I can't tell you precisely why the OS designers decided to confine the length to 260 characters, beyond that I'm sure that memory allocation considerations had something to do with it. But I can tell you a trick to shorten path names so that there are only eight characters per directory (otherwise known as 8.3 aliasing). That will allow path names that are 27 levels deep, which should solve most, if not all, of your problems.
If you have this path name:
C:\my long directory\my other long directory name\my long directory again\my long file.txt
the short version would be:
C:\MYLONG~1\MYOTHE~1\MYLONG~2\MYLONG~1.TXT
To get the short path name programmatically (borrowed from here):
Private Declare Function GetShortPathName Lib "kernel32" Alias "GetShortPathNameA" (ByVal longPath As String, ByVal shortPath As String, ByVal shortBufferSize As Long) As Long
'The path you want to convert to its short representation path.
Dim longPathName As String
longPathName = "C:\my long directory\my other long directory name\my long directory again\my long file.txt"
'Get the size of the string to pass to the string buffer.
Dim longPathLength As Long
longPathLength = Len(longPathName)
'A string with a buffer to receive the short path from the api call…
Dim shortPathName As String
shortPathName = Space$(longPathLength)
'Will hold the return value of the api call which should be the length.
Dim returnValue As Long
'Now call the function to do the conversion…
returnValue = GetShortPathName(longPathName, shortPathName, longPathLength)
MsgBox(shortPathName)
You can use the short path name in any context that you would use the usual path name.
Since you're interested in the whys of things, Windows originally replaced MS-DOS, which allowed file names and/or directory names of up to eight characters only, with an optional three-character extension. Windows wanted to support longer file and path names without breaking compatibility with the DOS format, so they came up with this method of abbreviating long file names.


** How to complete this task **
Tally every line in the entries below that holds "SCHEMATIC", then give only the total.

[Extracted data entries]

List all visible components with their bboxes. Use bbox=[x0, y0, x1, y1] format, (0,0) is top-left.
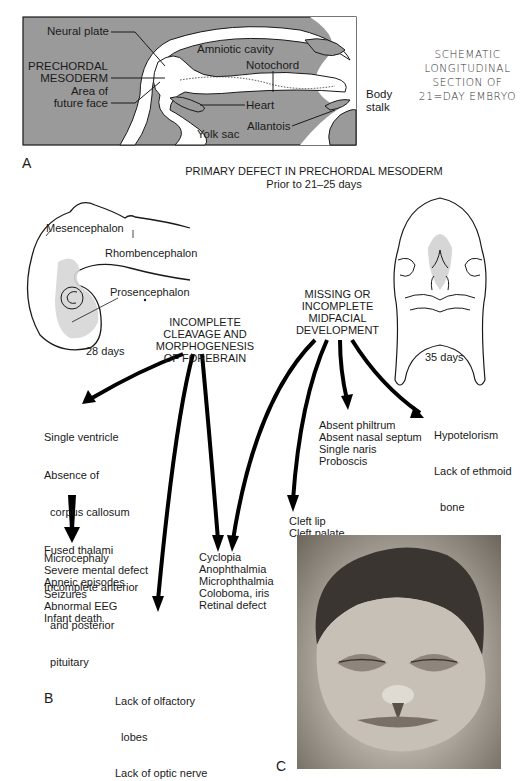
effect-item: Absent philtrum bbox=[319, 419, 422, 431]
effect-item: Retinal defect bbox=[199, 599, 274, 611]
effect-item: Microcephaly bbox=[44, 552, 148, 564]
label-future-face-2: future face bbox=[22, 97, 108, 110]
effect-item: Lack of olfactory bbox=[115, 695, 207, 707]
label-35-days: 35 days bbox=[425, 351, 464, 364]
panel-a-side-title: SCHEMATIC LONGITUDINAL SECTION OF 21=DAY… bbox=[410, 47, 525, 103]
effect-item: Cleft lip bbox=[289, 515, 345, 527]
cause-midface: MISSING OR INCOMPLETE MIDFACIAL DEVELOPM… bbox=[290, 288, 385, 336]
effects-orbit: Hypotelorism Lack of ethmoid bone bbox=[434, 405, 512, 537]
header-subtitle: Prior to 21–25 days bbox=[0, 178, 528, 191]
label-28-days: 28 days bbox=[86, 345, 125, 358]
header-title: PRIMARY DEFECT IN PRECHORDAL MESODERM bbox=[0, 165, 528, 178]
label-notochord: Notochord bbox=[246, 59, 299, 72]
label-body: Body bbox=[366, 88, 392, 101]
effects-brain: Single ventricle Absence of corpus callo… bbox=[44, 406, 138, 694]
effect-item: Anophthalmia bbox=[199, 563, 274, 575]
effect-item: Abnormal EEG bbox=[44, 600, 148, 612]
effect-item: pituitary bbox=[44, 656, 138, 669]
cause-line: INCOMPLETE bbox=[150, 316, 260, 328]
effect-item: Infant death bbox=[44, 612, 148, 624]
label-mesencephalon: Mesencephalon bbox=[46, 222, 124, 235]
effects-nose: Absent philtrum Absent nasal septum Sing… bbox=[319, 419, 422, 467]
label-allantois: Allantois bbox=[247, 120, 290, 133]
cause-line: MISSING OR bbox=[290, 288, 385, 300]
effect-item: Coloboma, iris bbox=[199, 587, 274, 599]
effect-item: Absence of bbox=[44, 469, 138, 482]
infant-photo bbox=[297, 535, 501, 769]
effects-eyes: Cyclopia Anophthalmia Microphthalmia Col… bbox=[199, 551, 274, 611]
effects-brain-sequelae: Microcephaly Severe mental defect Apneic… bbox=[44, 552, 148, 624]
cause-line: OF FOREBRAIN bbox=[150, 352, 260, 364]
side-title-line: LONGITUDINAL bbox=[410, 61, 525, 75]
panel-b-letter: B bbox=[44, 690, 53, 706]
label-amniotic-cavity: Amniotic cavity bbox=[197, 43, 274, 56]
effect-item: Seizures bbox=[44, 588, 148, 600]
effects-olfactory: Lack of olfactory lobes Lack of optic ne… bbox=[115, 671, 207, 781]
cause-line: CLEAVAGE AND bbox=[150, 328, 260, 340]
label-neural-plate: Neural plate bbox=[47, 25, 109, 38]
effect-item: Single ventricle bbox=[44, 431, 138, 444]
label-stalk: stalk bbox=[366, 101, 390, 114]
effect-item: Cyclopia bbox=[199, 551, 274, 563]
infant-face-sketch bbox=[297, 535, 501, 769]
label-rhombencephalon: Rhombencephalon bbox=[105, 247, 197, 260]
side-title-line: 21=DAY EMBRYO bbox=[410, 89, 525, 103]
cause-forebrain: INCOMPLETE CLEAVAGE AND MORPHOGENESIS OF… bbox=[150, 316, 260, 364]
effect-item: bone bbox=[434, 501, 512, 513]
cause-line: INCOMPLETE bbox=[290, 300, 385, 312]
effect-item: lobes bbox=[115, 731, 207, 743]
side-title-line: SCHEMATIC bbox=[410, 47, 525, 61]
diagram-header: PRIMARY DEFECT IN PRECHORDAL MESODERM Pr… bbox=[0, 165, 528, 191]
label-heart: Heart bbox=[246, 99, 274, 112]
label-prosencephalon: Prosencephalon bbox=[110, 286, 190, 299]
panel-c-letter: C bbox=[276, 758, 286, 774]
effect-item: Microphthalmia bbox=[199, 575, 274, 587]
side-title-line: SECTION OF bbox=[410, 75, 525, 89]
cause-line: MIDFACIAL bbox=[290, 312, 385, 324]
effect-item: Lack of ethmoid bbox=[434, 465, 512, 477]
effect-item: Absent nasal septum bbox=[319, 431, 422, 443]
effect-item: Lack of optic nerve bbox=[115, 767, 207, 779]
effect-item: Single naris bbox=[319, 443, 422, 455]
effect-item: Apneic episodes bbox=[44, 576, 148, 588]
effect-item: Hypotelorism bbox=[434, 429, 512, 441]
effect-item: corpus callosum bbox=[44, 506, 138, 519]
label-prechordal-2: MESODERM bbox=[22, 72, 108, 85]
effect-item: Severe mental defect bbox=[44, 564, 148, 576]
effect-item: Proboscis bbox=[319, 455, 422, 467]
cause-line: MORPHOGENESIS bbox=[150, 340, 260, 352]
cause-line: DEVELOPMENT bbox=[290, 324, 385, 336]
label-yolk-sac: Yolk sac bbox=[197, 128, 239, 141]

** Answer box **
2